The principal north–south street through downtown McCook, Nebraska, is named George Norris Avenue. Norris's house in McCook is listed in the National Register of Historic Places, and is operated as a museum by the Nebraska State Historical Society.
The west legislative chamber of the Nebraska State Capitol, home of the unicameral legislature borne of Norris's own efforts, was named after Norris in February 1984[26].
George W. Norris Middle School and Norris Elementary School, both in Omaha, Nebraska, as well as Norris School District 160 near Firth, Nebraska, memorialize the late Senator. When several public power districts in southeastern Nebraska merged into one in 1941, the new utility was named the Norris Public Power District in Senator Norris's honor.
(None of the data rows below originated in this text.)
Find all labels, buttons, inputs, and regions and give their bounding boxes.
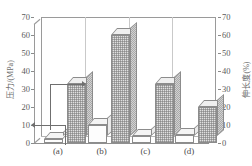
y-tick-label: 20 [222,103,238,112]
y-tick-mark [218,35,221,36]
arrow-head [31,122,35,128]
x-axis-labels: (a)(b)(c)(d) [34,146,216,162]
bar-front-face [88,125,107,143]
bar-压力-(d) [175,135,194,143]
y-tick-label: 0 [222,139,238,148]
frame-floor-front [34,143,209,144]
y-tick-label: 30 [14,85,30,94]
bar-压力-(c) [132,136,151,143]
arrow-stem [50,84,82,85]
y-tick-label: 20 [14,103,30,112]
x-axis-label-a: (a) [41,146,75,156]
y-tick-label: 40 [222,67,238,76]
bar-伸长度-(b) [111,35,130,143]
y-tick-label: 60 [14,31,30,40]
y-tick-mark [218,53,221,54]
y-tick-mark [218,89,221,90]
y-tick-label: 40 [14,67,30,76]
y-axis-right-ticks: 010203040506070 [222,0,238,166]
plot-area [34,17,216,143]
y-tick-label: 60 [222,31,238,40]
arrow-head [82,81,86,87]
y-tick-label: 10 [222,121,238,130]
y-tick-mark [218,17,221,18]
y-tick-label: 70 [222,13,238,22]
y-tick-label: 0 [14,139,30,148]
bar-front-face [198,107,217,143]
x-axis-label-d: (d) [172,146,206,156]
bar-front-face [67,84,86,143]
bar-伸长度-(d) [198,107,217,143]
y-tick-label: 50 [222,49,238,58]
arrow-drop [50,84,51,130]
chart-container: 压力/(MPa) 伸长度(%) 010203040506070 01020304… [0,0,252,166]
arrow-drop [65,125,66,145]
y-axis-left-title: 压力/(MPa) [4,50,15,110]
y-axis-left-ticks: 010203040506070 [14,0,30,166]
bar-front-face [175,135,194,143]
y-tick-mark [218,143,221,144]
bar-front-face [44,139,63,143]
y-tick-label: 70 [14,13,30,22]
bar-伸长度-(c) [155,84,174,143]
y-tick-label: 30 [222,85,238,94]
bar-front-face [155,84,174,143]
bar-side-face [217,94,224,136]
y-tick-mark [218,71,221,72]
bar-side-face [174,71,181,136]
bar-压力-(a) [44,139,63,143]
y-tick-label: 10 [14,121,30,130]
y-tick-label: 50 [14,49,30,58]
bar-压力-(b) [88,125,107,143]
bar-front-face [132,136,151,143]
bar-front-face [111,35,130,143]
x-axis-label-b: (b) [85,146,119,156]
x-axis-label-c: (c) [128,146,162,156]
y-axis-right-title: 伸长度(%) [240,50,251,110]
bar-side-face [130,22,137,136]
bar-伸长度-(a) [67,84,86,143]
Norris Electric, an energy co-op with headquarters in Newton, Illinois, is named after Norris and his progressive efforts to electrify the nation.[27]
On July 11th, 1961, a four-cent stamp was issued in his honor. It depicts, in shades of green, a TVA dam in the upper left, with his portrait in later life, to the right. "Gentle knight of progressive ideals" a quote on his character from FDR, is inscribed at the bottom left, while George W. Norris appears below his portrait.
In 1961, Norris was inducted into the Nebraska Hall of Fame.